Holt, 524 pages, $37.50

The view that writers are likely to be lunatics, less stable than their unimaginative fellows, has been kicking around a long time. It is far more probable that every profession has its share of madmen but that only writers notice and record the peaks and troughs of their emotions. Or so I would have thought before reading Miranda Seymour’s “Robert Graves,” an account, astringently written and scrupulously fair, of a life spent in the headlong pursuit of an obsession as necessary to the poet as pen and ink.

Graves won fame for his poetry, made money by his novels, among them “I, Claudius” and “Claudius the God,” and won a cult following with “The White Goddess,” an intricate exploration of the notion of ancient matriarchial deities, cryptically discernible in the myths of Celtic and Mediterranean cultures. Graves once said that he couldn’t remember a day when he hadn’t written at least 500 words. But the personal circumstances that allowed him to be productive were as specialized as any mingling of soil, light and temperature that combine to make a vintage wine.

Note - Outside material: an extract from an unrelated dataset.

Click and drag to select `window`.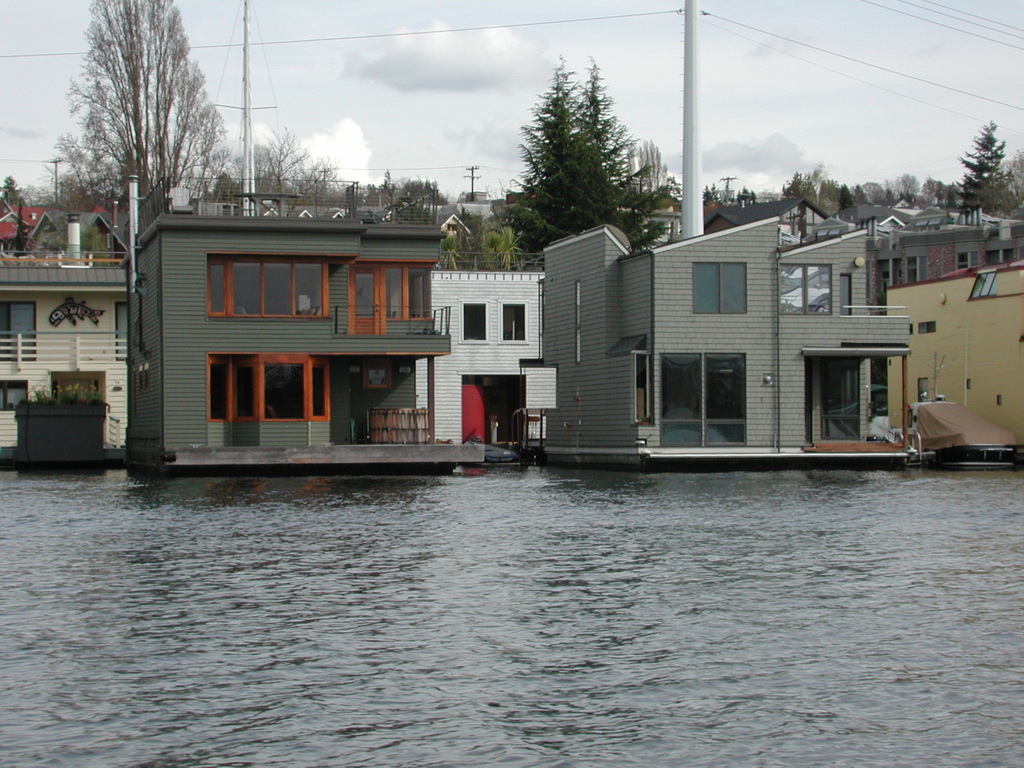
Selection: [207,262,330,314].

In some respects Graves’ life was simple to the point of crudity. He hated towns and travel, living by choice on the island of Majorca in a rustic house with a view of the shore. He walked prodigiously, dressed like an unmade bed, tended a garden with compost heaps named for literary acquaintances and did most of his family’s cooking. A visitor once observed that as he went about such tasks, however, there was something remote and concentrated in his demeanor, indicating that he never stopped thinking of his work.

But Graves’ outwardly simple life rested on an emotional turmoil that he needed as a wine needs ferment. A series of “muses”–women usually lovely and capricious–generated the tension he found necessary for his verse. The price–in inconvenience, pain and humiliation–was as often paid by his family as himself.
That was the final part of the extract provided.